Document Type

Theses, Ph.D

Rights

Available under a Creative Commons Attribution Non-Commercial Share Alike 4.0 International Licence

Disciplines

Arts, Performing arts studies, Musicology

Publication Details

Thesis submitted for the degree of Ph.D.to the Technological University Dublin, February 2012.

Abstract

This thesis examines and analyses the contents of the Mercer’s Hospital Music Collection. The collection includes fifty manuscript and seven printed volumes of
music containing works by Handel, Greene, Boyce, Purcell, Corelli, Humfrey, Avison, Barsanti, Stanley and Festing. Selected works were performed at the Mercer’s Hospital benefit concerts, established in April 1736 to provide important financial support to the
hospital, which opened on Stephen Street, Dublin in 1734. Mercer’s was the first voluntary Dublin hospital to initiate a series of benefit concerts. The Mercer’s benefit concerts attracted the participation of a wide range of Dublin-based performers, both singers and instrumentalists. The surviving contents of the hospital’s eighteenth century music collection raise several questions in terms of source studies. The
Mercer’s Hospital Music Collection is one of the most significant eighteenth-century music collections surviving in Ireland and its examination reveals important information about musical life and performance practice in eighteenth-century Dublin, setting the contents of the collection within the wider context of extant sources for works by George Frideric Handel, Maurice Greene and William Boyce.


(What is being asked):
All lines of the material below that include the string "axis" are to be copied.

(Information shown):
________________

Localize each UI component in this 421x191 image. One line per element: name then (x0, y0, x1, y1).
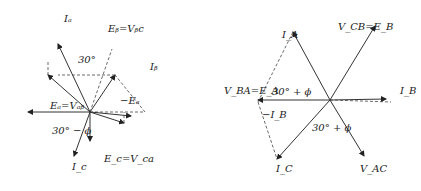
label-angle-top: 30° + ϕ (272, 86, 311, 97)
label-minus-ea: −Eₐ (120, 95, 140, 106)
label-eb-vbc: Eᵦ=Vᵦc (107, 23, 144, 34)
label-30-minus-phi: 30° − ϕ (52, 125, 91, 136)
right-phasor-diagram: V_BA=E_A V_CB=E_B V_AC I_A I_B I_C −I_B … (224, 21, 416, 175)
label-vba-ea: V_BA=E_A (224, 85, 279, 97)
label-ib-right: I_B (399, 85, 416, 97)
label-minus-ib: −I_B (262, 109, 287, 121)
left-phasor-diagram: Eₐ=Vₐᵦ Eᵦ=Vᵦc E_c=V_ca −Eₐ Iₐ Iᵦ I_c 30°… (28, 13, 158, 173)
label-ic: I_c (71, 161, 87, 173)
label-angle-30: 30° (78, 54, 96, 65)
label-vac: V_AC (360, 163, 387, 175)
phasor-diagrams: Eₐ=Vₐᵦ Eᵦ=Vᵦc E_c=V_ca −Eₐ Iₐ Iᵦ I_c 30°… (0, 0, 421, 191)
label-ib: Iᵦ (149, 61, 158, 72)
label-ic-right: I_C (275, 163, 293, 175)
label-ec-vca: E_c=V_ca (103, 153, 154, 165)
label-ea-vab: Eₐ=Vₐᵦ (49, 100, 84, 111)
phasor-diagram-figure: Eₐ=Vₐᵦ Eᵦ=Vᵦc E_c=V_ca −Eₐ Iₐ Iᵦ I_c 30°… (0, 0, 421, 191)
label-ia: Iₐ (63, 13, 72, 24)
label-ia-right: I_A (281, 29, 298, 41)
label-angle-bottom: 30° + ϕ (312, 122, 351, 133)
label-vcb-eb: V_CB=E_B (338, 21, 393, 33)
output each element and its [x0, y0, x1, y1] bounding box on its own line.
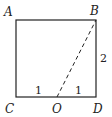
length-label-od: 1 [75, 84, 82, 97]
length-label-co: 1 [35, 84, 42, 97]
vertex-label-c: C [5, 102, 14, 116]
length-label-bd: 2 [100, 52, 107, 65]
vertex-label-a: A [3, 5, 13, 19]
vertex-label-b: B [89, 4, 99, 18]
geometry-figure: A B C O D 2 1 1 [0, 0, 112, 117]
square [16, 20, 96, 97]
vertex-label-o: O [52, 102, 62, 116]
vertex-label-d: D [92, 102, 103, 116]
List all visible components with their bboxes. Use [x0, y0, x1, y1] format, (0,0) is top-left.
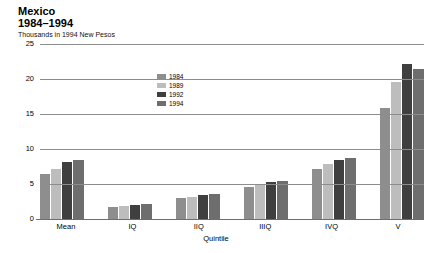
- chart-page: Mexico 1984–1994 Thousands in 1994 New P…: [0, 0, 432, 253]
- legend-item-1992[interactable]: 1992: [157, 91, 183, 98]
- bar-1984-ivq[interactable]: [312, 169, 323, 219]
- chart-title-block: Mexico 1984–1994: [18, 6, 73, 29]
- plot-area: [40, 44, 424, 219]
- legend-swatch-icon-1984: [157, 74, 166, 79]
- bar-1984-iiq[interactable]: [176, 198, 187, 219]
- bar-1984-v[interactable]: [380, 108, 391, 219]
- bar-1992-ivq[interactable]: [334, 160, 345, 220]
- bar-1992-v[interactable]: [402, 64, 413, 219]
- bar-1984-iiiq[interactable]: [244, 187, 255, 219]
- legend-label-1994: 1994: [169, 100, 183, 107]
- gridline-15: [40, 114, 424, 115]
- bar-1984-mean[interactable]: [40, 174, 51, 219]
- bar-groups: [40, 44, 424, 219]
- y-tick-label: 0: [4, 215, 34, 223]
- bar-1989-ivq[interactable]: [323, 164, 334, 219]
- bar-1992-iq[interactable]: [130, 205, 141, 219]
- x-tick-label-v: V: [372, 222, 424, 234]
- bar-group-iiq: [176, 44, 220, 219]
- bar-1989-mean[interactable]: [51, 169, 62, 219]
- bar-1994-mean[interactable]: [73, 160, 84, 219]
- gridline-25: [40, 44, 424, 45]
- bar-1994-v[interactable]: [413, 69, 424, 220]
- bar-group-iiiq: [244, 44, 288, 219]
- x-axis-title: Quintile: [0, 234, 432, 243]
- bar-group-mean: [40, 44, 84, 219]
- gridline-5: [40, 184, 424, 185]
- legend-item-1984[interactable]: 1984: [157, 73, 183, 80]
- bar-1994-ivq[interactable]: [345, 158, 356, 219]
- legend-item-1989[interactable]: 1989: [157, 82, 183, 89]
- bar-1994-iiiq[interactable]: [277, 181, 288, 219]
- legend-label-1989: 1989: [169, 82, 183, 89]
- x-tick-label-ivq: IVQ: [306, 222, 358, 234]
- legend-label-1984: 1984: [169, 73, 183, 80]
- chart-legend: 1984198919921994: [157, 73, 183, 109]
- bar-1989-v[interactable]: [391, 82, 402, 219]
- y-tick-label: 20: [4, 75, 34, 83]
- y-tick-label: 10: [4, 145, 34, 153]
- y-tick-label: 5: [4, 180, 34, 188]
- legend-label-1992: 1992: [169, 91, 183, 98]
- gridline-10: [40, 149, 424, 150]
- bar-1992-iiiq[interactable]: [266, 182, 277, 219]
- x-axis-line: [36, 219, 424, 220]
- x-tick-label-iiq: IIQ: [173, 222, 225, 234]
- y-axis-tick-labels: 0510152025: [4, 44, 34, 219]
- bar-1989-iiq[interactable]: [187, 197, 198, 219]
- bar-1984-iq[interactable]: [108, 207, 119, 219]
- bar-1989-iiiq[interactable]: [255, 184, 266, 219]
- legend-swatch-icon-1992: [157, 92, 166, 97]
- bar-1994-iq[interactable]: [141, 204, 152, 219]
- y-tick-label: 15: [4, 110, 34, 118]
- bar-1992-iiq[interactable]: [198, 195, 209, 220]
- legend-swatch-icon-1994: [157, 101, 166, 106]
- chart-subtitle: Thousands in 1994 New Pesos: [18, 31, 115, 39]
- page-title-line-2: 1984–1994: [18, 18, 73, 30]
- gridline-20: [40, 79, 424, 80]
- legend-swatch-icon-1989: [157, 83, 166, 88]
- x-tick-label-iq: IQ: [106, 222, 158, 234]
- bar-1989-iq[interactable]: [119, 206, 130, 219]
- x-tick-label-mean: Mean: [40, 222, 92, 234]
- bar-group-ivq: [312, 44, 356, 219]
- x-axis-tick-labels: MeanIQIIQIIIQIVQV: [40, 222, 424, 234]
- page-title-line-1: Mexico: [18, 6, 73, 18]
- bar-1994-iiq[interactable]: [209, 194, 220, 219]
- legend-item-1994[interactable]: 1994: [157, 100, 183, 107]
- y-tick-label: 25: [4, 40, 34, 48]
- bar-1992-mean[interactable]: [62, 162, 73, 219]
- x-tick-label-iiiq: IIIQ: [239, 222, 291, 234]
- bar-group-v: [380, 44, 424, 219]
- bar-group-iq: [108, 44, 152, 219]
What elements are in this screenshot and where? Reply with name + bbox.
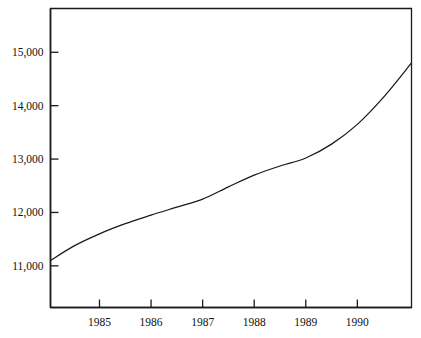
line-chart: 11,00012,00013,00014,00015,000 198519861… [0,0,421,338]
y-tick-label: 13,000 [12,153,44,166]
x-tick-label: 1987 [191,316,214,328]
x-tick-label: 1985 [88,316,111,328]
x-tick-label: 1990 [346,316,369,328]
y-tick-label: 11,000 [12,260,43,273]
y-tick-label: 15,000 [12,46,44,59]
y-tick-label: 12,000 [12,206,44,219]
chart-background [0,0,421,338]
x-tick-label: 1989 [294,316,317,328]
y-tick-label: 14,000 [12,100,44,113]
x-tick-label: 1986 [140,316,163,328]
chart-canvas: 11,00012,00013,00014,00015,000 198519861… [0,0,421,338]
x-tick-label: 1988 [243,316,266,328]
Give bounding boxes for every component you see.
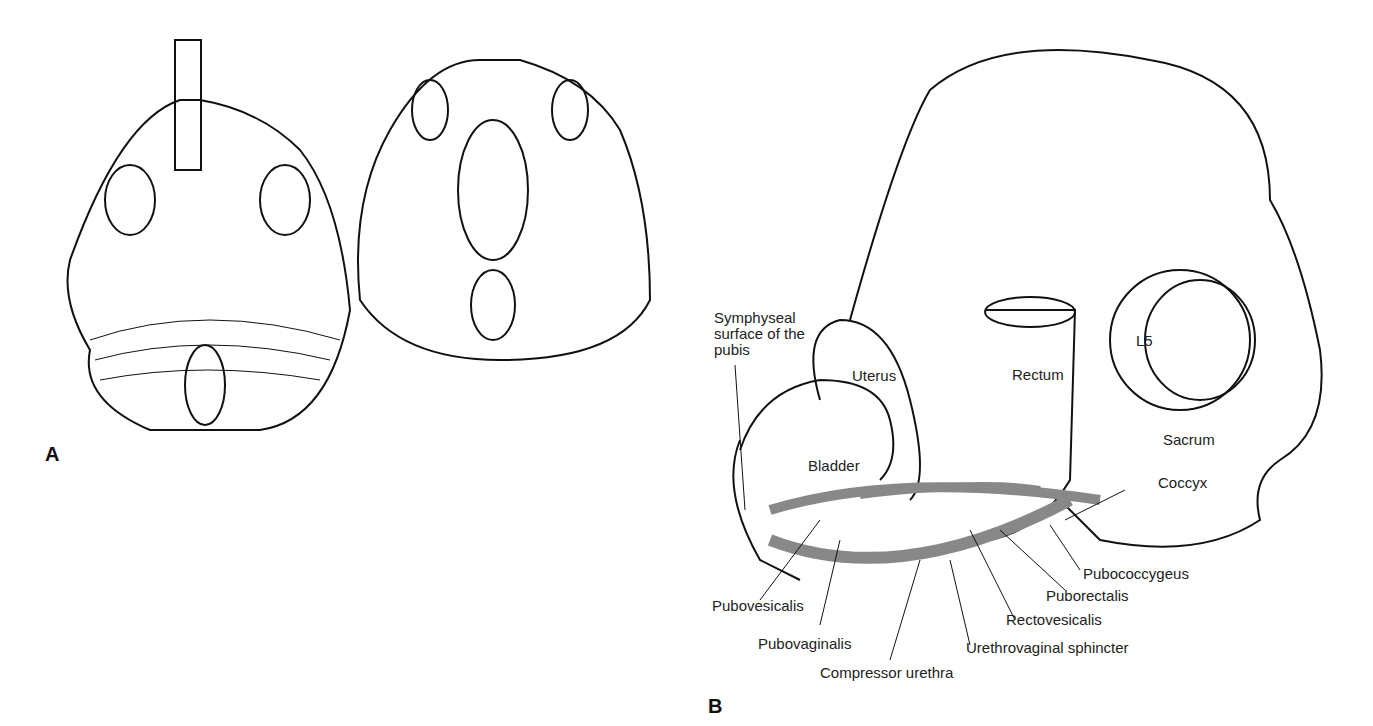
- label-rectum: Rectum: [1012, 367, 1064, 383]
- label-uterus: Uterus: [852, 368, 896, 384]
- label-urethrovaginal-sphincter: Urethrovaginal sphincter: [966, 640, 1129, 656]
- label-bladder: Bladder: [808, 458, 860, 474]
- label-pubovesicalis: Pubovesicalis: [712, 598, 804, 614]
- label-sacrum: Sacrum: [1163, 432, 1215, 448]
- label-rectovesicalis: Rectovesicalis: [1006, 612, 1102, 628]
- label-pubococcygeus: Pubococcygeus: [1083, 566, 1189, 582]
- label-puborectalis: Puborectalis: [1046, 588, 1129, 604]
- label-l5: L5: [1136, 333, 1153, 349]
- label-compressor-urethra: Compressor urethra: [820, 665, 953, 681]
- pelvic-floor-right: [358, 60, 650, 360]
- label-symphyseal-surface: Symphyseal surface of the pubis: [714, 310, 805, 358]
- label-pubovaginalis: Pubovaginalis: [758, 636, 851, 652]
- panel-label-b: B: [708, 695, 722, 718]
- pelvic-floor-left: [68, 40, 351, 430]
- pelvis-lateral: [733, 50, 1321, 580]
- label-coccyx: Coccyx: [1158, 475, 1207, 491]
- panel-label-a: A: [45, 443, 59, 466]
- illustration: [0, 0, 1373, 726]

________________

(Expected answer):
- x-axis-title: Quintile: [0, 234, 432, 243]
- x-axis-line: [36, 219, 424, 220]
- y-axis-tick-labels: 0510152025: [4, 44, 34, 219]
- x-axis-tick-labels: MeanIQIIQIIIQIVQV: [40, 222, 424, 234]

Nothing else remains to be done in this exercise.